Luke Anear is returning as CEO of SafetyCulture after Kelly Vohs exits on March 31, 14 months into the job. Anear, who founded the workplace safety platform in 2004 and stepped back to executive chairman in January 2024, will lead as interim CEO while the company searches for a permanent replacement.
The reason given: SafetyCulture needs "consistent CEO presence" at its Sydney headquarters. Vohs, a former US Special Forces Green Beret, has teenage children in the US and could not relocate full-time. Anear told Capital Brief the business needs a major rebuild for the AI era, which means having leadership on the ground.

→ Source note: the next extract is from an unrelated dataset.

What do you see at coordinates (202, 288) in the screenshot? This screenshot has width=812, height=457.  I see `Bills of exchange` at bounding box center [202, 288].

The AI angle is specific. SafetyCulture sits on 3.5 billion worksite images from its iAuditor app, which has logged over 30 million inspections since 2012. Anear sees opportunity in helping customers understand workplace safety patterns better than anyone. That dataset is the asset. Building AI on top of it requires focus.
Context on the business: SafetyCulture raised $75 million in late 2024 at a $2.5 billion valuation, down $200 million from its previous round. The company reported around $100 million in annual revenue as of 2017 (latest public figure). It is backed by Atlassian co-founders Scott Farquhar and Mike Cannon-Brookes.
The sales angle is less clear from public data. SafetyCulture runs a bottom-up model where frontline workers adopt the product and drive internal advocacy. The company does not publicly detail sales team size, comp structure, or hiring plans tied to this leadership change. What we do know: early VC funding enabled rapid scaling, including hiring 21 people in eight weeks when relocating HQ to Sydney for talent access.
Vohs "leaves the business better than he found it," according to SafetyCulture. The company did not specify a timeline for finding a permanent CEO or whether the role requires Sydney-based leadership long-term.
For sales professionals watching: leadership turnover at a $2.5 billion company usually signals either strategic pivot or structural issues. The AI rebuild angle sounds credible given the dataset. The valuation haircut in 2024 is worth tracking if you are evaluating roles there.